Saturday, February 15, 2014

Saving America’s wolves: Why Obama gets it wrong

Wolves again to be hunted across America.
Wolves again to be hunted across America.

As President Barack Obama continues to used what scientists have called “flawed” research in the government’s continued efforts to remove the gray wolf from endangered species lists, it is time that we stand up and speak with honesty and facts about the plight of an animal almost driven by extinction from human abuse of the ecosystems. Obama is pushing, through a research panel, to remove gray wolves from the US Endangered Species Act, which leads to a myriad of difficulties in allowing the wolves to maintain their culture and their habitat.

Last June, the US Fish and Wildlife Service revealed that wolves are no longer facing the risk of extinction in the lower 48 states. It praised the decades of recovery efforts and proposed to delist wolves from the US threatened and endangered list.

Removal of distinct wolf populations from the threatened and endangered species list has already taken place in the Northern Rockies and Western Great Lakes.

A debate was renewed by the administration to have views from both supporters and opponents of wolves protection program, which were reaching extinction in the continental United States before being listed under federal safeguards in the 1970s.

The Fish and Wildlife Service released the panel’s report this month, but saying that the agency did not use the best available science to make accurate decision on nationwide delisting. So what can be done? We need a better nationwide debate and discussion over whether or not animals are to be protected.

Activists are beginning to take to the social media networks in calling for the government to not slaughter wolves. One petition, began last August, garnered thousands of signatures en route to its 10,000 goal.

With thousands of wolves across the country struggling to survive after decades of reintroduction since humans slaughtered nearly the entire population, it seems odd that calls have grown stronger to remove them from the Endangered Species Act (ESA). According to the FWS, in the Great Lakes region, there are roughly 4,000 wolves; in the Northern Rocky Mountains around 1,700; Washington State has nine total; the southwest about 60 wolves. In Alaska, where wolves are not protected by the ESA, there live about 10,000.

So, why have the calls for “culling” wolves increased so dramatically over the past five years, in a plan to reduce the populations which the FWS terms “control?”

The modern wolf story largely begins in 1995, in Idaho (my home state), when the state reintroduced a number of gray wolves into the state as part of the “experimental, non-essential” clause of the ESA. From there, the animals developed and grew in numbers across the state as wildlife biologists helped support the small ecosystems that were developed for the animals’ use. And in the United States Pacific northwest, the Nez Perce Native American tribe also started their own project, which enabled a pack of wolves to live and create familial ties in a large fenced area.

Not everyone was pleased that hills covered in snow and jagged mountains – the difficult terrain of Idaho’s mountains – are now home to wolves: some government officials and ordinary citizens claim the species has now overpopulated the wilderness areas and is a threat to “human activity.”

As one family friend, a hunter, told me recently, the wolves are “killing livestock, attacking people in the natural parks and without action could overrun our landscape.” Although he is right that wolves do attack livestock (and wild prey), there is little evidence that people are being attacked. Wolves rarely are aggressive toward humans unless threatened.

The problem is rather with the continued development on what had, historically, been remote areas; there, wolves are simply attempting to survive. With calls for removing wolves from the protection of the ESA, however, it could soon be open season for hunters – in what officials argue are “conservation” efforts to ensure the wolves’ survival.

I spoke with an Idaho biologist who has worked with both the FWS and the wolf reintroduction program. He argues that human populations continue to “overuse” hunting in the name of sport and this has reduced deer and elk populations, not just in Idaho, but in the Great Lakes and Alaska. The result?
Wolves have been forced to look elsewhere for food and sustenance. This results in cattle being attacked because the regular food chain has been disrupted. Hunting wolves won’t stop this problem unless all the wolves are killed.
He also pointed out that during such culls – which we have seen in Idaho and other areas – it is the adult wolves that are killed, often leaving cubs unprotected and unable to fend for themselves. “It is sad that this sort of thing continues,” he added.

Activists have called for a blanket ban on wolf-killing, but there is a need to work with the FWS and those who feel threatened by wolves. We must understand that the issue of wolves is a nuanced controversy in which those directly affected by the encroaching wolf populations must be heard. There needs to be compromise that does not threaten the whole wolf population and finds sustainable solutions in the specific environments where the reintroduction process has occurred.

At the same time, we can’t afford to reverse the good work of reintroduction programs and go back to the days when wolves were seen as a deadly menace to humans and their livestock – and had to be exterminated because of that perception.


> **Task goal**
Skip the pictures and write out, word for word, the lines below from the one with "has height=1009, width=542." through the one with "pyautogui.click(x=<x>, y=<y>)", inclusive.

[Start of section]

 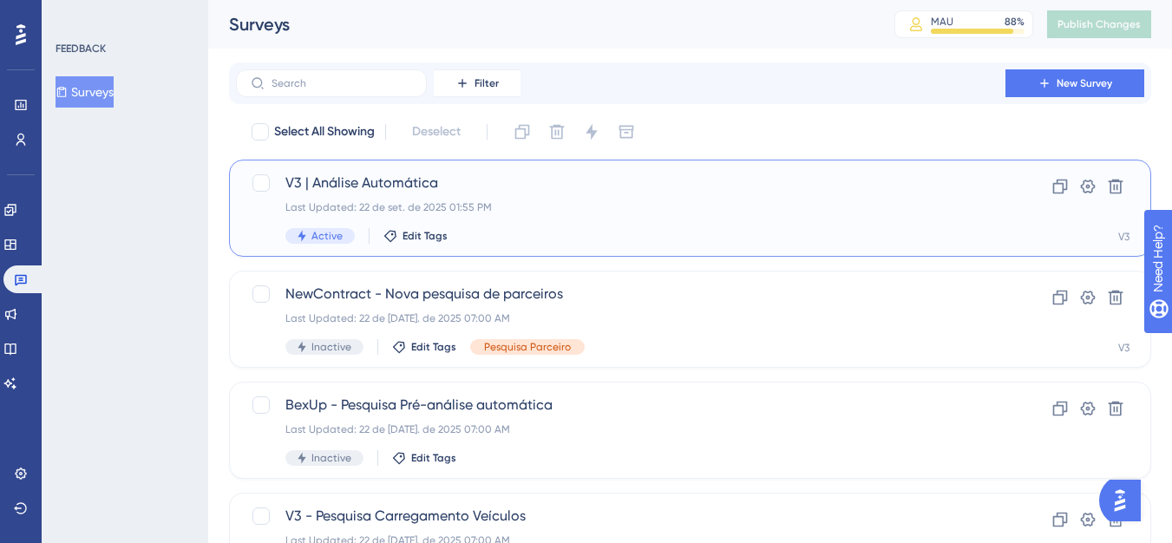 I want to click on span: V3 | Análise Automática, so click(x=620, y=183).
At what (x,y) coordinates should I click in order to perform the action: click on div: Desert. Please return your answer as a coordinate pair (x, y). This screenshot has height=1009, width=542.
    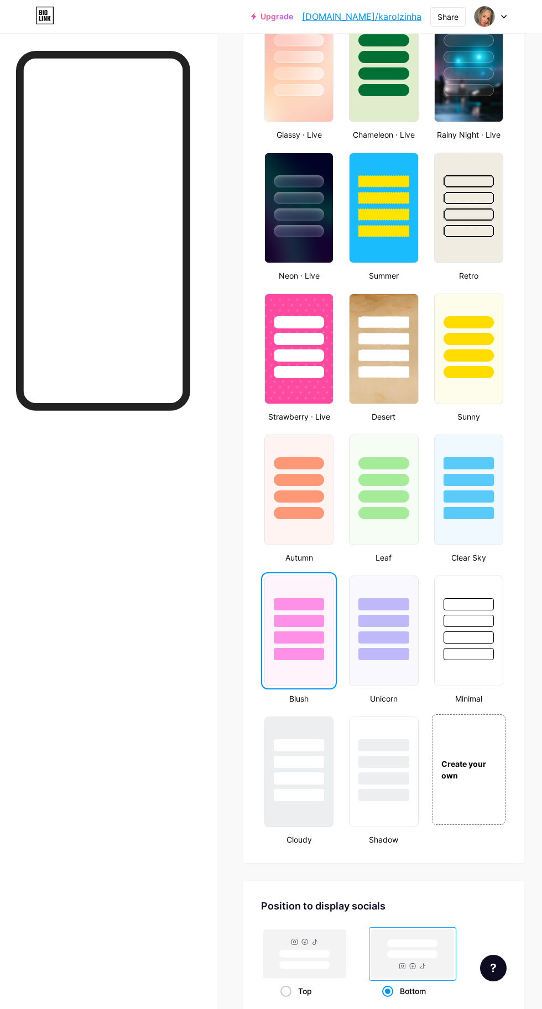
    Looking at the image, I should click on (383, 416).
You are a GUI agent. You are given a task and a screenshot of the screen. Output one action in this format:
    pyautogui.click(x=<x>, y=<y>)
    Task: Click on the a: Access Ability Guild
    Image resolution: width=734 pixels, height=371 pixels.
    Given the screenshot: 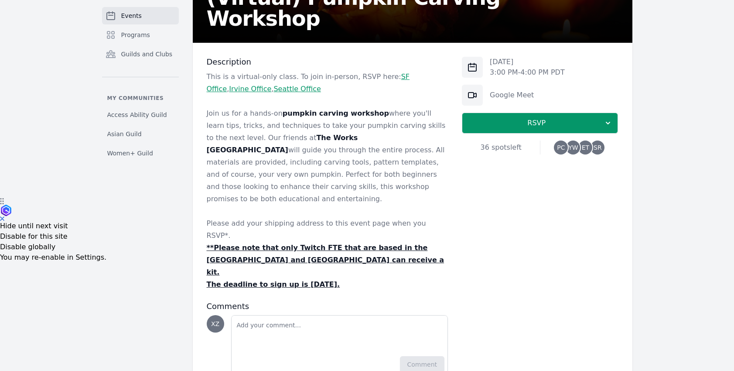 What is the action you would take?
    pyautogui.click(x=140, y=115)
    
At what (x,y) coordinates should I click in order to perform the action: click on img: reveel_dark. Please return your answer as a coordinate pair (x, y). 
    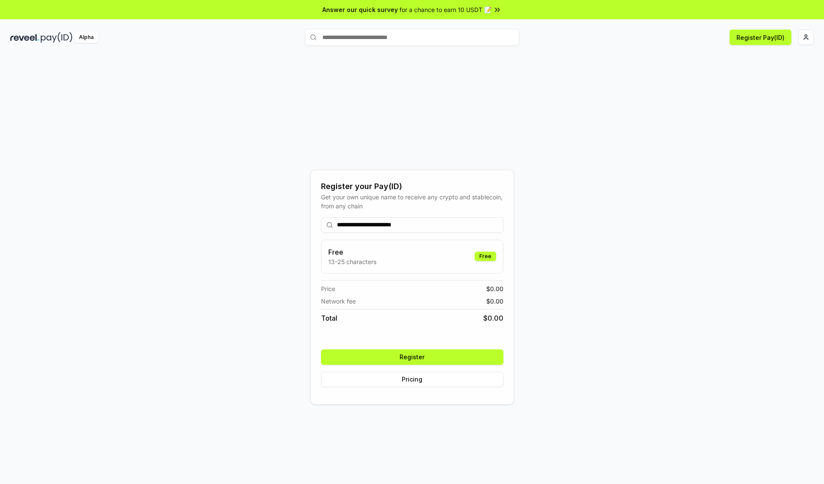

[End of section]

> **Reply**
At what (x,y) coordinates should I click in order to perform the action: click on div: Desert. Please return your answer as a coordinate pair (x, y). This screenshot has height=1009, width=542.
    Looking at the image, I should click on (383, 416).
You are a GUI agent. You are given a task and a screenshot of the screen. Output one action in this format:
    pyautogui.click(x=<x>, y=<y>)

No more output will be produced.